Fight all job cuts


Industrial action to stop bosses’ attacks

Four million jobless by 2012. That’s the stark prediction for the current ‘free-market’ recession by a group of former Bank of England economists. Rather than Gordon Brown’s boast that ‘Britain is well placed to weather the economic storm’, research by the European Union said that almost a third of all jobs lost in Europe in the first three months of this year were lost in Britain.

Dave Nellist, who is standing as a candidate for the No2EU - Yes to Democracy list in the Euro elections, took only the average workers

Dave Nellist, who is standing as a candidate for the No2EU – Yes to Democracy list in the Euro elections, took only the average workers, photo Coventry Socialist Party

Dave Nellist, Socialist Party councillor, Coventry

Tens of thousands of jobs continue to go in car manufacturing, retail, finance and machinery manufacturing. But statistics only tell half the story. Each one of those figures is a family, fearing for paying the mortgage or the rent, weighing up whether a holiday can be afforded this year or not.

While MPs are caught lining their pockets with ‘creative’ expense claims, hundreds of thousands of families face the threat of redundancy with all the financial pain that will involve. MPs insulated by salaries two and a half times the average wage and with over-generous expenses on top, seem to care little for the anguish of working-class families. They appear to spend more time maximising their expenses claims than saving their constituents from penury.

Some economists claim the worst of the recession may be over, even believing they are seeing the first ‘green shoots’. But the European Commission has just changed its view of only three months ago and doubled – to 4% – the amount by which it expects the EU’s economy to shrink this year. That will make this recession the worst of our lifetimes. And such an economic tsunami will have political and social costs, such as increasing support for the far right, unless working people find a new political vehicle and voice.

Demonstrations such as that of Unite, on 16 May in Birmingham, are essential to bring together all those who want to fight the spectre of unemployment. But if they are to be more than the grand old Duke of York marching his men to the top of the hill and down again, we need a more serious resistance to rising unemployment.

Unfortunately that is unlikely to come from the Birmingham rally’s platform of ‘senior business, academic and political figures’, nor from appeals to companies’ better nature.

600 sacked Visteon workers in Basildon, Enfield and Belfast showed the degree of determination which trade union leaders should encourage and support in all their members.

Given six minutes notice of redundancy, Visteon workers occupied their factories and picketed outside them until their managements conceded a substantial financial package. But too many trade union leaders, mesmerised by anti-trade union laws still in place after 12 years of Labour government, limit their action to ‘urging’ companies to protect jobs, or calling for government subsidies for short time working and ‘measures to restore confidence’.

New Labour has found hundreds of billions of pounds for the banks, to shore up the free market economy to which they are wedded.

Demonstrations like Birmingham’s need building upon to force the government to take urgent action to stop the haemorrhage of jobs. Rather than wider programmes of taxpayers’ money being used to subsidise private companies, threats to sack workers or close factories should be met by the government taking the relevant companies into public ownership and then investing public money into them, but under public control, to guarantee jobs and living conditions.

Perhaps if the Visteon convenors, or the Lindsey refinery strike leaders, were on the demonstration platform instead of ex-CBI leaders – that’s the message we would get!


Work instruction ->
Using the records below, quote only the span that opens with the line containing "This screenshot has height=357, width=658." and closes with the line containing "Task: Click on the a: Shop", exactly and inclusively.

Supplied records ->
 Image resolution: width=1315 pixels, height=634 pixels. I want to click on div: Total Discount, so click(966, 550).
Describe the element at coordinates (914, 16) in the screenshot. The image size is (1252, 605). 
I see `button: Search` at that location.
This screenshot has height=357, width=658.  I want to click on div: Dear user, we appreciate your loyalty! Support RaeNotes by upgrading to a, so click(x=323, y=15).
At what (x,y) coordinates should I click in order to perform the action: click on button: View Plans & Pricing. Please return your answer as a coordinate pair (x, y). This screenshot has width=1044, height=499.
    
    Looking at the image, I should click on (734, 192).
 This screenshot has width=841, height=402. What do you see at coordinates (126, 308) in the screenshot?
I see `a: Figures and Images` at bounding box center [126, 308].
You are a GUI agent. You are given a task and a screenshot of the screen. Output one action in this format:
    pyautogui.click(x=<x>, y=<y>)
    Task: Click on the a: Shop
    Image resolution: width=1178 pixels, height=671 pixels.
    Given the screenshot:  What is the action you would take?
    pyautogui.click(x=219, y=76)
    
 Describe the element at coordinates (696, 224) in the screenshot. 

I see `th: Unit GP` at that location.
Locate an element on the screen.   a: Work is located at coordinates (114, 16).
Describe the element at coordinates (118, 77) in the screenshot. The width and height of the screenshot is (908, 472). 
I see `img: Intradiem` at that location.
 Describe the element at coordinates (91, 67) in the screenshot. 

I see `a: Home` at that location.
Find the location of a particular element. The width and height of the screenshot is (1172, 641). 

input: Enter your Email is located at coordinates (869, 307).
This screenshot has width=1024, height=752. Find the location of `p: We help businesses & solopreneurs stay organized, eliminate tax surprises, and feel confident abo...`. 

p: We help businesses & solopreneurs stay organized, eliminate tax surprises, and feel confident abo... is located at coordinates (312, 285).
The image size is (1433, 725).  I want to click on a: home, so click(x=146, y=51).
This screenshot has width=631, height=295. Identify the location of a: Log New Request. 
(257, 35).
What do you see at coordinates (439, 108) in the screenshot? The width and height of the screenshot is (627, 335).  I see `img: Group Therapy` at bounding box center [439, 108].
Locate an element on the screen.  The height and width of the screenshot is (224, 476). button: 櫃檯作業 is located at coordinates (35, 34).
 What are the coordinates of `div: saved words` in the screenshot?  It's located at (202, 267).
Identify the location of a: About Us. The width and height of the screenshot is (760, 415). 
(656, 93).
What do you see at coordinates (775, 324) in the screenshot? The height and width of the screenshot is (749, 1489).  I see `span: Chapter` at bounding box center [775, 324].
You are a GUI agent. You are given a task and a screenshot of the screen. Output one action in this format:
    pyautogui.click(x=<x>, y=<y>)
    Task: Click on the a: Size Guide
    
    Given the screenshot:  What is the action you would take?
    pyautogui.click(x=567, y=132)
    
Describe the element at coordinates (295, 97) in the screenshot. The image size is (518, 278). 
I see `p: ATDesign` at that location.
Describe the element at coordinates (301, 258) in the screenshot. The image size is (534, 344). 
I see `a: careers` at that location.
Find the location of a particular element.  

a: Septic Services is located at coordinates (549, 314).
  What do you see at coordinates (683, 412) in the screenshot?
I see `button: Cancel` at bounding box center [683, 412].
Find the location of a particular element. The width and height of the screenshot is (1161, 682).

Answer space ->
This screenshot has height=357, width=658.  I want to click on div: Dear user, we appreciate your loyalty! Support RaeNotes by upgrading to a, so click(x=323, y=15).
At what (x,y) coordinates should I click in order to perform the action: click on button: View Plans & Pricing. Please return your answer as a coordinate pair (x, y). This screenshot has width=1044, height=499.
    
    Looking at the image, I should click on (734, 192).
 This screenshot has width=841, height=402. What do you see at coordinates (126, 308) in the screenshot?
I see `a: Figures and Images` at bounding box center [126, 308].
You are a GUI agent. You are given a task and a screenshot of the screen. Output one action in this format:
    pyautogui.click(x=<x>, y=<y>)
    Task: Click on the a: Shop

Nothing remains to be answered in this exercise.